A year ago Reverend Lorne Bean started a tour at St Peter’s, where the churchyard tells the story of Bermuda’s “chequered” past.

Built shortly after the island was settled in 1612, it shows a clear divide: the western section was reserved for slaves, free Blacks and Indians and the central section for Whites; the eastern section was for members of the military.

“I talk about human history, chequered as it is,” said Mr Bean, who began the tour after the history walk he’d run for eight years was shut down by the pandemic.

A self-described “nerd and bookworm”, he was fascinated by stories of warfare as a child but fell in love with Bermuda’s history once he got older.

The late Phillip “Phoopa” Anderson, a Corporation councillor who ran the Visitor’s Service Centre in St George, encouraged him to put his knowledge to work.

Mr Bean’s walks were drawing interest until the pandemic shut everything down.

Last summer, aware that St Peter’s finances were suffering as a result of a decline in the number of visitors and churchgoers, he began offering his tour, twice a week.

“I was thinking about how I could assist St Peter’s in its larger mission, as well as how I could keep on doing some of my tours. This was a way for common interests to come together. We have been working with St Peter’s ever since.”

Mr Bean, a pastor at Richard Allen African Methodist Episcopal Church which sits just a few blocks north of St Peter’s on Queen Street, has roots in Sandys. He tells people how every Cup Match, he “cheers for the other side”.

“I always bring that up when I am leading tours. I am not only talking about African diaspora identity, but also where we are as Bermudians. I believe in that saying: ‘we do better together.’”

Lorne Bean next to a pathway at St Peter’s churchyard dedicated to Pilot James “Jemmy” Darrell, one of his heroes (Photograph by Jessie Moniz Hardy)

The tour also highlights a baptismal book which had a line drawn smartly across one page when emancipation took place in 1834.

Above the line is a list of people baptised at the church, stating also whether they were free or enslaved; below the line is a list of baptised people.

“That line is a physical representation of emancipation,” Mr Bean said.
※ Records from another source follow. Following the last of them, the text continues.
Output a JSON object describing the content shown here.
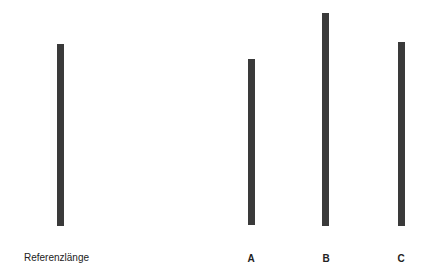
{
  "diagram": {
    "type": "line-length-comparison",
    "reference": {
      "label": "Referenzlänge",
      "x": 57,
      "top": 44,
      "bottom": 226
    },
    "comparisons": [
      {
        "label": "A",
        "x": 248,
        "top": 59,
        "bottom": 225
      },
      {
        "label": "B",
        "x": 322,
        "top": 13,
        "bottom": 226
      },
      {
        "label": "C",
        "x": 398,
        "top": 42,
        "bottom": 226
      }
    ],
    "line_color": "#3a3a3a"
  }
}
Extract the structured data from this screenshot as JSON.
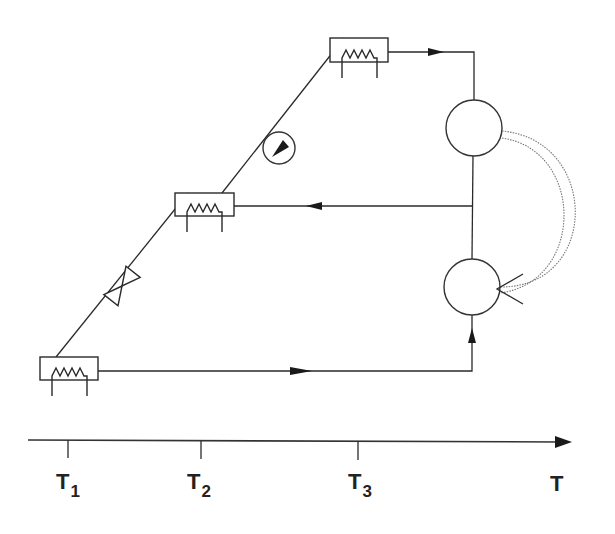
{
  "diagram": {
    "type": "refrigeration-cycle-temperature-diagram",
    "axis": {
      "label": "T",
      "ticks": [
        {
          "main": "T",
          "sub": "1",
          "x": 68
        },
        {
          "main": "T",
          "sub": "2",
          "x": 201
        },
        {
          "main": "T",
          "sub": "3",
          "x": 358
        }
      ]
    },
    "components": [
      {
        "id": "heat-exchanger-low",
        "kind": "heat-exchanger",
        "level": "T1"
      },
      {
        "id": "expansion-valve",
        "kind": "valve"
      },
      {
        "id": "heat-exchanger-mid",
        "kind": "heat-exchanger",
        "level": "T2"
      },
      {
        "id": "pump",
        "kind": "pump"
      },
      {
        "id": "heat-exchanger-high",
        "kind": "heat-exchanger",
        "level": "T3"
      },
      {
        "id": "upper-machine",
        "kind": "circle"
      },
      {
        "id": "lower-machine",
        "kind": "circle"
      },
      {
        "id": "work-transfer",
        "kind": "dotted-arc-arrow"
      }
    ],
    "colors": {
      "line": "#2a2a2a",
      "dotted": "#777777",
      "background": "#ffffff"
    }
  }
}
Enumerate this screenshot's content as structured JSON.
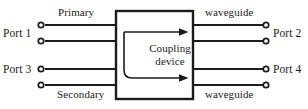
{
  "diagram": {
    "device": {
      "label_line1": "Coupling",
      "label_line2": "device",
      "shape": "rectangle"
    },
    "ports": {
      "left_top": "Port 1",
      "left_bottom": "Port 3",
      "right_top": "Port 2",
      "right_bottom": "Port 4"
    },
    "lines": {
      "primary": "Primary",
      "secondary": "Secondary",
      "waveguide_top": "waveguide",
      "waveguide_bottom": "waveguide"
    },
    "colors": {
      "stroke": "#1b1b1b",
      "background": "#ffffff",
      "text": "#1b1b1b"
    },
    "arrows": [
      {
        "name": "primary-through-arrow",
        "direction": "right"
      },
      {
        "name": "coupled-branch-arrow",
        "direction": "right"
      }
    ]
  }
}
The graveyard tells another story. The general rule for tombstones is, the clearer the inscription today, the better off the person was in life.

“Some of these graves you can tell by the materials and how it has stood up against the elements, how the person’s socioeconomic status was.
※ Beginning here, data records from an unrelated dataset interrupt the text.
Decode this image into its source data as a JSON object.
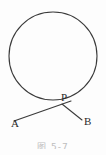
{
  "figure": {
    "type": "geometry-diagram",
    "background_color": "#fdfdfd",
    "stroke_color": "#3a3a3a",
    "label_color": "#2b2b2b",
    "caption": "图 5-7",
    "caption_color": "#8a8a8a",
    "width": 106,
    "height": 155
  },
  "labels": {
    "point_a": "A",
    "point_b": "B",
    "point_p": "P"
  },
  "chart_data": {
    "type": "scatter",
    "title": "图 5-7",
    "xlabel": "",
    "ylabel": "",
    "xlim": [
      0,
      106
    ],
    "ylim": [
      0,
      155
    ],
    "grid": false,
    "legend": "none",
    "shapes": [
      {
        "name": "circle",
        "kind": "circle",
        "cx": 53,
        "cy": 56,
        "r": 44,
        "stroke": "#3a3a3a",
        "stroke_width": 1.1,
        "fill": "none"
      },
      {
        "name": "segment-AP",
        "kind": "line",
        "x1": 14,
        "y1": 121,
        "x2": 71,
        "y2": 101,
        "stroke": "#3a3a3a",
        "stroke_width": 1.1
      },
      {
        "name": "segment-PB",
        "kind": "line",
        "x1": 62,
        "y1": 104,
        "x2": 82,
        "y2": 120,
        "stroke": "#3a3a3a",
        "stroke_width": 1.1
      }
    ],
    "points": [
      {
        "name": "A",
        "label": "A",
        "x": 14,
        "y": 121,
        "label_x": 11,
        "label_y": 118
      },
      {
        "name": "B",
        "label": "B",
        "x": 82,
        "y": 120,
        "label_x": 84,
        "label_y": 116
      },
      {
        "name": "P",
        "label": "P",
        "x": 62,
        "y": 104,
        "label_x": 61,
        "label_y": 92
      }
    ]
  }
}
“If you were poor you would have a board or something like that. If you were of some means you might get a limestone one that wears away with time,” he said.

The cemetery closed in 1853 after a yellow fever epidemic killed seven per cent of Bermuda’s population.

“There were so many bodies being buried in the graveyard that a terrible smell of decay hung over the town,” Mr Bean said. “The graveyard was closed up and burial was moved to a graveyard outside of the city.”

Some of the earliest people of African descent were contractors, brought here in 1616 as pearl divers, not slaves.

“We came here as free persons,” Mr Bean said. “Slavery followed, and then we emerged from it. But we did not come here as property.

“On the tour, we talk about when slavery became a thing. We talk about the different influences and phases that we went though, such as emancipation.

“After that we take a walk around and talk about how the graveyard came into being, some of the other political developments that happened, right up to the Governor Sharples assassination in 1973 and then also to the 400th anniversary of our Parliament, which happened under Covid-19.”

In his youth, Mr Bean held up figures such as American abolitionists Frederick Douglass and Harriet Tubman as his heroes.

He now has heroes from his own country such as James “Jemmy” Darrell, a slave who was freed after he navigated the HMS Resolution through the Narrows Channel in St George’s in 1795.

He then became the first known Black person to purchase a house in Bermuda – on Aunt Peggy’s Lane in St George’s.

Lorne Bean in front of a cedar tree in St Peter’s graveyard, thought to have been there since the 1600s (Photograph by Jessie Moniz Hardy)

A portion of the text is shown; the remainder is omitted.